Long Islanders, like all New Yorkers, have many different views about our criminal justice system, but everybody believes in the importance of safety and fairness. There is also a growing bipartisan consensus that mass incarceration does not achieve those objectives, and research affirms that incarceration can actually worsen a person’s future behavior. Reforms are urgently needed, including in the use of solitary confinement.
Inmates in solitary are confined to cells that are roughly the size of a parking space for 23 to 24 hours a day, and denied access to any meaningful human engagement. International human rights standards say that solitary confinement beyond 15 days can constitute torture, but people in New York prisons are regularly held there for months, years and even decades.
This year, a proposal to reform solitary, and fundamentally change the way prisons and jails treat people — and make the facilities, and our communities, safer — has gained momentum in the State Legislature. The Humane Alternatives to Long-Term Solitary Confinement Act would end long-term solitary and replace it with more humane and effective alternatives. It would not end all solitary confinement, but rather limit it, in line with human rights standards, and instead give staff the tools to more meaningfully address problematic behavior by incarcerated people. I believe we have a real opportunity to get it done.
My eyes were opened to this issue, in part, by Johnny Perez, with whom I served on the New York Advisory Committee to the U.S. Commission on Civil Rights. Perez spent 60 days in solitary confinement when he was first locked up at age 16, and a total of three years while in prison following a later conviction for robbery. Most of his time in solitary was for cannabis consumption — a violation of both the law and prison rules, admittedly, but far less damaging than solitary confinement.
In solitary, he couldn’t interact with anybody except the officers who slid trays of meager portions of food through a slot in his door. He received no counseling, religious services or any programming whatsoever. He was just alone, left to count the bricks on his cell wall. He found himself in a deep depression, and though he pulled out of it, many others do not fare as well. Indeed, between 5 percent and 7 percent of the state prison population is held in solitary confinement, yet roughly 30 percent of suicides take place there.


— WHAT TO WORK ON —
Everything in the records below except the images should be output exactly as written.

— DATA PROVIDED —
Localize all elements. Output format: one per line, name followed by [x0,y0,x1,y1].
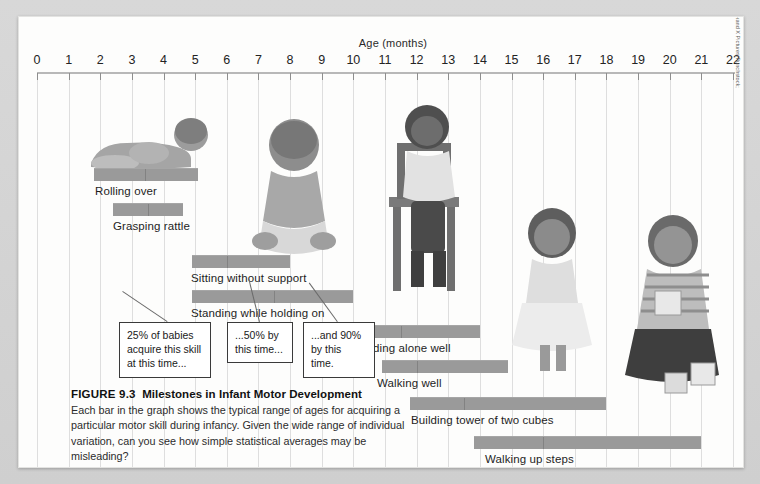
tick-mark-21 [701,73,702,80]
tick-label-8: 8 [287,53,294,67]
tick-mark-15 [512,73,513,80]
tick-mark-19 [638,73,639,80]
tick-mark-1 [69,73,70,80]
callout-90-percent: ...and 90% by this time. [303,322,375,378]
tick-mark-3 [132,73,133,80]
tick-label-9: 9 [318,53,325,67]
bar-sitting-without-support [192,255,290,268]
bar-label-grasping-rattle: Grasping rattle [113,220,190,232]
bar-median-divider [145,169,146,181]
axis-rule [37,72,735,74]
tick-mark-4 [164,73,165,80]
tick-label-12: 12 [410,53,424,67]
photo-infant-sitting [249,117,339,267]
photo-credit: (left to right) Babies Photolibrary/Alam… [727,16,741,91]
tick-label-6: 6 [223,53,230,67]
tick-mark-8 [290,73,291,80]
tick-label-18: 18 [600,53,614,67]
tick-mark-14 [480,73,481,80]
axis-title-label: Age (months) [359,37,427,49]
axis-title: Age (months) [19,37,743,49]
caption-title: FIGURE 9.3 Milestones in Infant Motor De… [71,388,419,400]
tick-mark-7 [258,73,259,80]
gridline-month-1 [69,73,70,468]
gridline-month-18 [606,73,607,468]
bar-grasping-rattle [113,203,183,216]
tick-label-17: 17 [568,53,582,67]
bar-median-divider [464,398,465,410]
bar-median-divider [227,256,228,268]
tick-mark-13 [448,73,449,80]
photo-infant-standing-holding-chair [371,101,481,301]
tick-label-13: 13 [441,53,455,67]
tick-label-10: 10 [346,53,360,67]
callout-25-text: 25% of babies acquire this skill at this… [127,329,201,369]
bar-median-divider [543,437,544,449]
tick-mark-6 [227,73,228,80]
photo-infant-rolling-over [79,113,219,171]
tick-mark-5 [195,73,196,80]
bar-label-rolling-over: Rolling over [95,185,157,197]
tick-label-3: 3 [128,53,135,67]
callout-50-percent: ...50% by this time... [227,322,293,363]
tick-mark-11 [385,73,386,80]
tick-mark-18 [606,73,607,80]
callout-90-text: ...and 90% by this time. [311,329,361,369]
bar-building-tower-of-two-cubes [410,397,606,410]
photo-toddler-standing [506,207,598,375]
tick-label-16: 16 [536,53,550,67]
caption-body: Each bar in the graph shows the typical … [71,403,419,464]
bar-median-divider [274,291,275,303]
tick-label-1: 1 [65,53,72,67]
tick-mark-20 [670,73,671,80]
bar-rolling-over [94,168,198,181]
caption-title-text: Milestones in Infant Motor Development [142,388,362,400]
tick-label-19: 19 [631,53,645,67]
tick-label-4: 4 [160,53,167,67]
bar-label-building-tower-of-two-cubes: Building tower of two cubes [411,414,554,426]
tick-label-2: 2 [97,53,104,67]
tick-label-20: 20 [663,53,677,67]
tick-label-0: 0 [34,53,41,67]
tick-label-15: 15 [505,53,519,67]
tick-label-21: 21 [694,53,708,67]
tick-label-14: 14 [473,53,487,67]
tick-label-5: 5 [192,53,199,67]
figure-card: Age (months) 012345678910111213141516171… [18,16,744,468]
figure-page: Age (months) 012345678910111213141516171… [0,0,760,484]
bar-median-divider [148,204,149,216]
gridline-month-0 [37,73,38,468]
callout-50-text: ...50% by this time... [235,329,283,355]
bar-walking-well [382,360,509,373]
tick-mark-0 [37,73,38,80]
caption-figure-number: FIGURE 9.3 [71,388,136,400]
gridline-month-22 [733,73,734,468]
bar-median-divider [401,326,402,338]
tick-mark-10 [353,73,354,80]
tick-mark-2 [100,73,101,80]
tick-mark-17 [575,73,576,80]
callout-25-percent: 25% of babies acquire this skill at this… [119,322,211,378]
tick-mark-9 [322,73,323,80]
tick-mark-16 [543,73,544,80]
bar-median-divider [417,361,418,373]
bar-walking-up-steps [474,436,702,449]
tick-label-7: 7 [255,53,262,67]
tick-label-11: 11 [379,53,392,67]
leader-line-25 [122,291,167,322]
figure-caption: FIGURE 9.3 Milestones in Infant Motor De… [71,388,419,464]
bar-standing-while-holding-on [192,290,353,303]
bar-label-walking-up-steps: Walking up steps [485,453,574,465]
photo-toddler-with-blocks [615,213,731,403]
tick-mark-12 [417,73,418,80]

— FINISHED TASK —
Localize all elements. Output format: one per line, name followed by [x0,y0,x1,y1].
tick-mark-21 [701,73,702,80]
tick-label-8: 8 [287,53,294,67]
tick-mark-15 [512,73,513,80]
tick-mark-19 [638,73,639,80]
tick-mark-1 [69,73,70,80]
callout-90-percent: ...and 90% by this time. [303,322,375,378]
tick-mark-3 [132,73,133,80]
tick-label-9: 9 [318,53,325,67]
bar-sitting-without-support [192,255,290,268]
bar-label-grasping-rattle: Grasping rattle [113,220,190,232]
bar-median-divider [145,169,146,181]
axis-rule [37,72,735,74]
tick-mark-4 [164,73,165,80]
tick-label-12: 12 [410,53,424,67]
photo-infant-sitting [249,117,339,267]
photo-credit: (left to right) Babies Photolibrary/Alam… [727,16,741,91]
tick-label-6: 6 [223,53,230,67]
tick-mark-8 [290,73,291,80]
tick-label-18: 18 [600,53,614,67]
tick-mark-14 [480,73,481,80]
axis-title-label: Age (months) [359,37,427,49]
axis-title: Age (months) [19,37,743,49]
caption-title: FIGURE 9.3 Milestones in Infant Motor De… [71,388,419,400]
tick-mark-7 [258,73,259,80]
gridline-month-1 [69,73,70,468]
gridline-month-18 [606,73,607,468]
bar-grasping-rattle [113,203,183,216]
tick-label-17: 17 [568,53,582,67]
bar-median-divider [464,398,465,410]
bar-median-divider [227,256,228,268]
tick-mark-13 [448,73,449,80]
photo-infant-standing-holding-chair [371,101,481,301]
tick-label-13: 13 [441,53,455,67]
tick-label-10: 10 [346,53,360,67]
callout-25-text: 25% of babies acquire this skill at this… [127,329,201,369]
bar-median-divider [543,437,544,449]
tick-mark-6 [227,73,228,80]
photo-infant-rolling-over [79,113,219,171]
tick-mark-5 [195,73,196,80]
bar-label-rolling-over: Rolling over [95,185,157,197]
tick-label-3: 3 [128,53,135,67]
callout-50-percent: ...50% by this time... [227,322,293,363]
tick-mark-11 [385,73,386,80]
tick-mark-18 [606,73,607,80]
callout-90-text: ...and 90% by this time. [311,329,361,369]
bar-building-tower-of-two-cubes [410,397,606,410]
photo-toddler-standing [506,207,598,375]
tick-label-16: 16 [536,53,550,67]
caption-body: Each bar in the graph shows the typical … [71,403,419,464]
bar-median-divider [274,291,275,303]
tick-label-1: 1 [65,53,72,67]
tick-mark-20 [670,73,671,80]
bar-rolling-over [94,168,198,181]
caption-title-text: Milestones in Infant Motor Development [142,388,362,400]
tick-label-19: 19 [631,53,645,67]
tick-label-4: 4 [160,53,167,67]
bar-label-building-tower-of-two-cubes: Building tower of two cubes [411,414,554,426]
tick-label-2: 2 [97,53,104,67]
tick-label-20: 20 [663,53,677,67]
tick-label-0: 0 [34,53,41,67]
tick-label-15: 15 [505,53,519,67]
tick-label-21: 21 [694,53,708,67]
tick-label-14: 14 [473,53,487,67]
tick-label-5: 5 [192,53,199,67]
figure-card: Age (months) 012345678910111213141516171… [18,16,744,468]
figure-page: Age (months) 012345678910111213141516171… [0,0,760,484]
bar-median-divider [148,204,149,216]
gridline-month-0 [37,73,38,468]
callout-50-text: ...50% by this time... [235,329,283,355]
bar-walking-well [382,360,509,373]
tick-mark-0 [37,73,38,80]
caption-figure-number: FIGURE 9.3 [71,388,136,400]
gridline-month-22 [733,73,734,468]
bar-median-divider [401,326,402,338]
tick-mark-10 [353,73,354,80]
tick-mark-2 [100,73,101,80]
tick-mark-17 [575,73,576,80]
callout-25-percent: 25% of babies acquire this skill at this… [119,322,211,378]
tick-mark-9 [322,73,323,80]
tick-mark-16 [543,73,544,80]
bar-median-divider [417,361,418,373]
bar-walking-up-steps [474,436,702,449]
tick-label-7: 7 [255,53,262,67]
tick-label-11: 11 [379,53,392,67]
leader-line-25 [122,291,167,322]
figure-caption: FIGURE 9.3 Milestones in Infant Motor De… [71,388,419,464]
bar-standing-while-holding-on [192,290,353,303]
bar-label-walking-up-steps: Walking up steps [485,453,574,465]
photo-toddler-with-blocks [615,213,731,403]
tick-mark-12 [417,73,418,80]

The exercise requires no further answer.